The Hard Truth About Daesh and How to Fight It

Beirut, Lebanon.

Many factors combined to produce the nightmare that is Daesh (ISIS): the US invasion of Iraq, Gulf Arab sponsorship and financing, as well as Turkish complicity on many levels. To this list could be added the growing power of Iran, the sectarian reign of Iraq’s former prime minister Nouri al-Maliki, the barrel bombs of Syria’s Bashar al-Assad and Hizballah’s intervention into Syria (a list that is de rigueur for the Gulf and Western media complex).

The roots of Daesh, however, go much deeper and are much older. To uproot them would take a great deal of time. But that does not mean that Daesh—easily one of the greatest dangers this region has ever faced—cannot be defeated. The fact that the group has decided to stake out a territory, a first among radical Islamist groups, is the key to its destruction.

Utopia by the Sword

Hardcore Islamist groups may operate in specific areas out of the reach of the authorities, far away from the major population centers. But these monsters are very much the product of milieus that have developed (to varying degrees) all across the Muslim world, in addition, apparently, in places such as Brussels and Paris.

There are of course historical factors that have led to this—sometimes they are more direct like the sense of humiliation Iraqi Sunnis felt after losing control of the Iraqi state and the dismantling of the Saddam-era army they dominated. Certainly some people are drawn to such ideas due to poverty and deprivation, although most, if not all, of the movement’s leadership is solidly middle class, including a vast network of supporters with deep pockets in the Gulf.

There is a far broader context that has to be considered to understand the appeal of militant jihadism in places as varied as West Africa, the Arabian Peninsula, Central and South Asia. The movement’s message resonates because it offers a resolute and familiar answer to the multiple and complex crises that plague most modern Muslim societies. It offers certainty and stability in a fast-changing, increasingly turbulent world.

Historically, such ideas have gained broad support in different parts of the globe, particularly in societies going through a profound social and economic crisis, like fascist Germany of the 1930s. A closer parallel, in my view, is the experience of the Cambodian Khmer Rouge, which like Daesh, emerged from the near-apocalyptic devastation inflicted by US bombing and occupation and, in turn, committed some of the worst horrors in modern history.

Stubborn Despair

The vast majority of Muslims live in developing countries with all that life entails in such societies in terms of poverty and social injustice, not to mention the often corrupt and repressive regimes that dominate political life in many places. And since the wave of anti-colonial struggles and the rise of various nationalisms that more or less fizzled out in the 1970s, these societies—with a few exceptions—have failed to recapture that sense of unity and purpose that prevailed as they fought for their liberation.

In the Arab world, the malaise has only been exacerbated by a series of humiliating military defeats and occupations either at the hands of Israel or the United States. Even the tumultuous and, at first, hopeful events that unfolded during the “Arab Spring” did little to reverse the prevailing despair. Worse yet, it led to the strengthening of the most reactionary forces in the region, unleashing the long-repressed radical Islamists with the open support and sponsorship of the Gulf monarchies and emirates on the official level.

Such is the general context that has led to the proliferation of groups like Daesh, and it will take time for these underlying factors to change in any significant way. That, however, does not mean that nothing can be done to fight these organizations and their network of support. Quite the contrary, in many ways the emergence of Daesh can be turned into an opportunity to bring about a speedier end to the takfiri experiment altogether.

Smash the State

To begin with, Daesh’s growth over the past two years has been meteoric, to say the least, but its project is in no way sustainable over time. The group’s fundamental strategy is to be constantly on the offensive on all fronts, inviting anyone sitting on the sidelines to bomb the “caliphate” to smithereens. And even those living under their control, who may have well supported them at first, quickly begin to chafe at their rule.

Also, the fact that Daesh has distinguished itself by actually claiming a geographical area renders it far more vulnerable to physical destruction than the likes of al-Qaeda, which operates in diffuse cells, occasionally carrying out bold attacks like the recent one on the Radisson hotel in Mali. (The latter’s approach seems to have lost much of its appeal, given how quickly it was eclipsed by Daesh in many parts of the world.)

In the long run, Daesh has no way of surviving as a caliphate and its star will eventually wane, even among many of its supporters. Nevertheless, the group poses an immediate and pressing danger due to the scale of horror it is capable of committing each additional day it survives. (The Khmer Rouge, for example, only managed to rule Cambodia for four years, in which time their policies led to the death of over 1.5 million people, in a country whose population was only 8 million at the time.)

More importantly, smashing the “Islamic State” would represent a strategic blow to the further growth of these extreme forces of reaction as a whole. Only then can we begin to focus on the equally difficult task of dealing with the structural and underlying causes that led to its rise, which is certain to be a longer, far more complicated, process.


*Action item*
Starting with the line that contains "pyautogui.click(x=<x>, y=<y>)", return every line through the end of the listing below exactly as written. Omit the pictures.

§ §

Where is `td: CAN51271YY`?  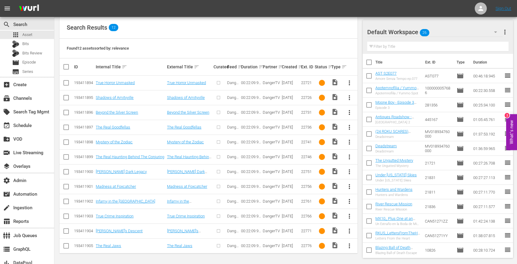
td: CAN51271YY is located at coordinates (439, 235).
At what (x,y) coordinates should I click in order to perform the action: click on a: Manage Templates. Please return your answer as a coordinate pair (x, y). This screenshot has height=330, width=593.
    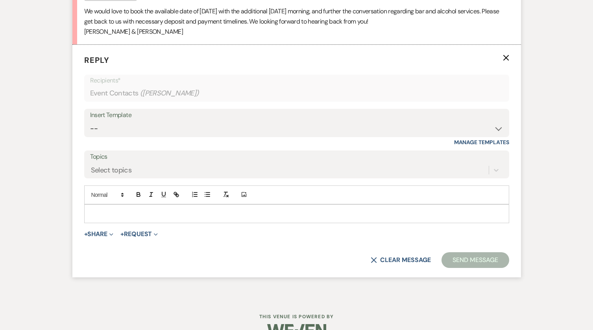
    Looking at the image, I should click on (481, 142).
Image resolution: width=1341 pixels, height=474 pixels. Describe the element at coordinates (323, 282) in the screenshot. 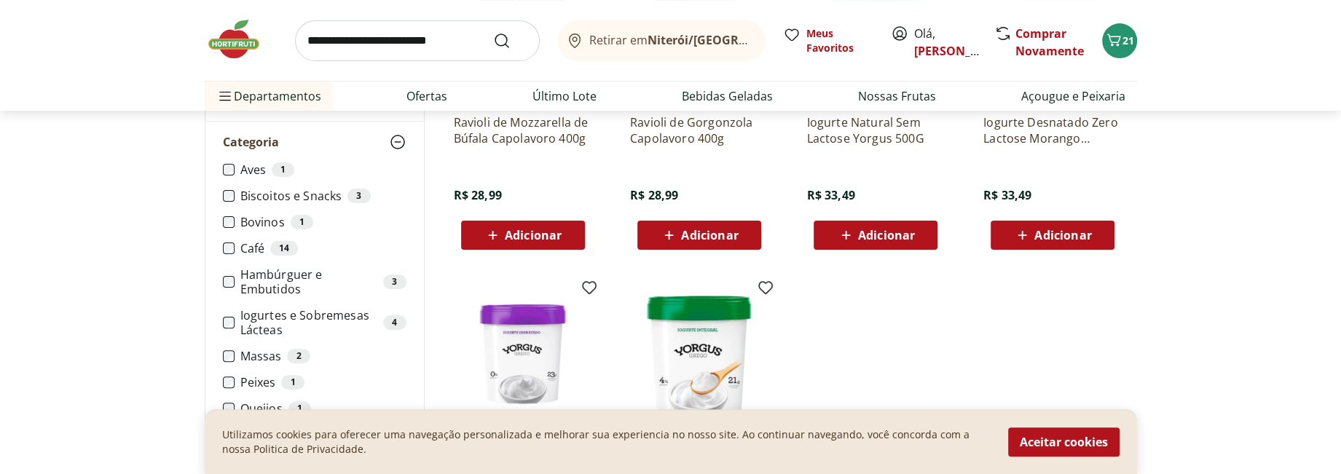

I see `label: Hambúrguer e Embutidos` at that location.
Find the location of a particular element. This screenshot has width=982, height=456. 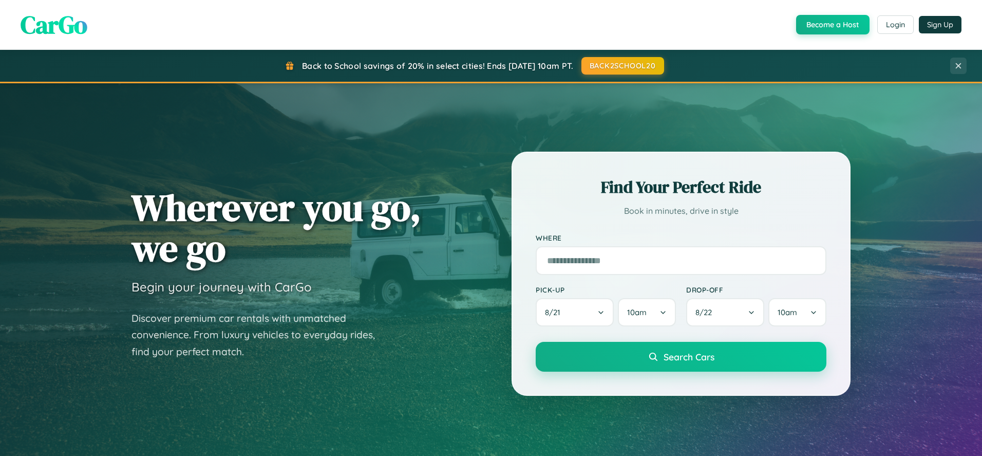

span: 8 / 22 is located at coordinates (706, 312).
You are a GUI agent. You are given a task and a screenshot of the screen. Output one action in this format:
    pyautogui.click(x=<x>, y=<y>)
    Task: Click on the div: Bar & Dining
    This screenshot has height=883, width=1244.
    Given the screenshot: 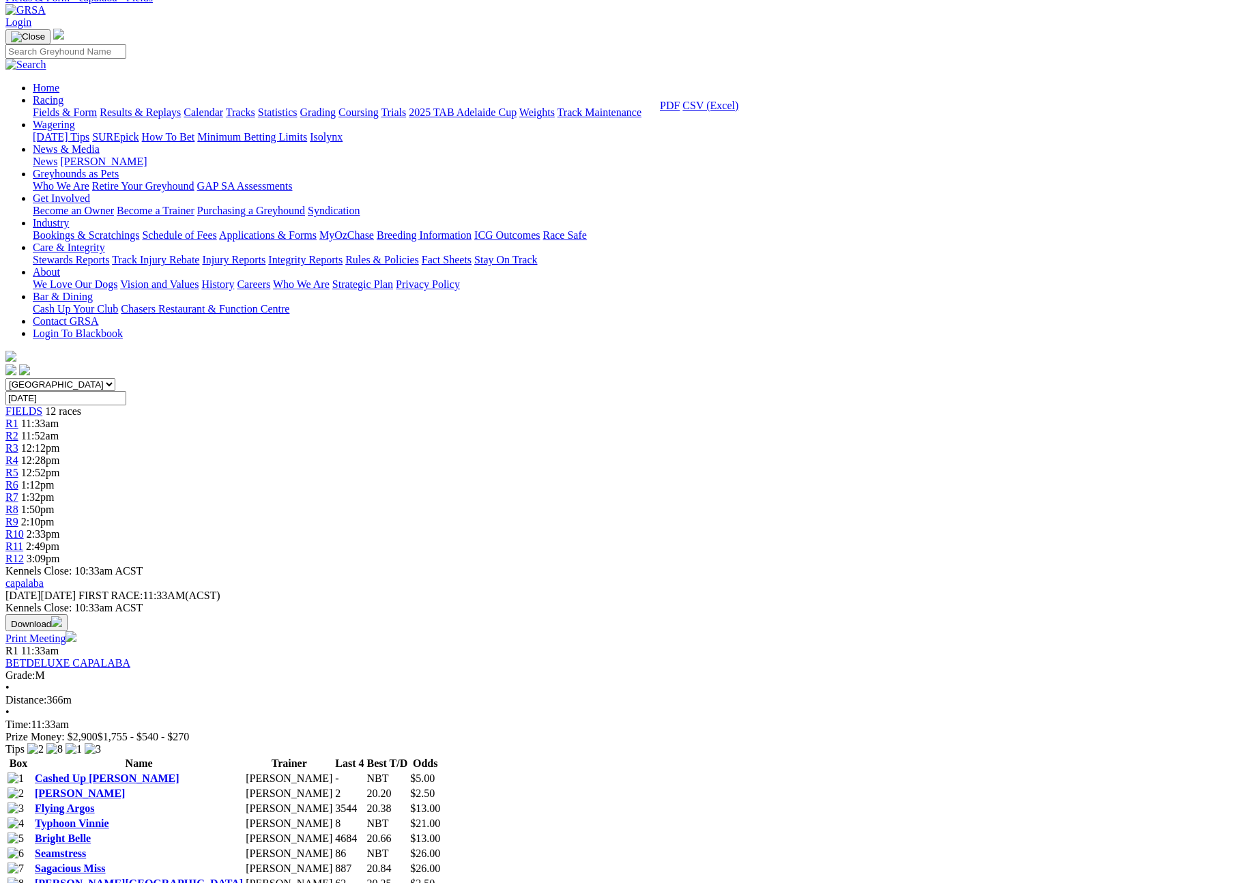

§ §

*Exercise output*
    pyautogui.click(x=<x>, y=<y>)
    Task: Click on the div: Bar & Dining
    This screenshot has height=883, width=1244.
    Given the screenshot: 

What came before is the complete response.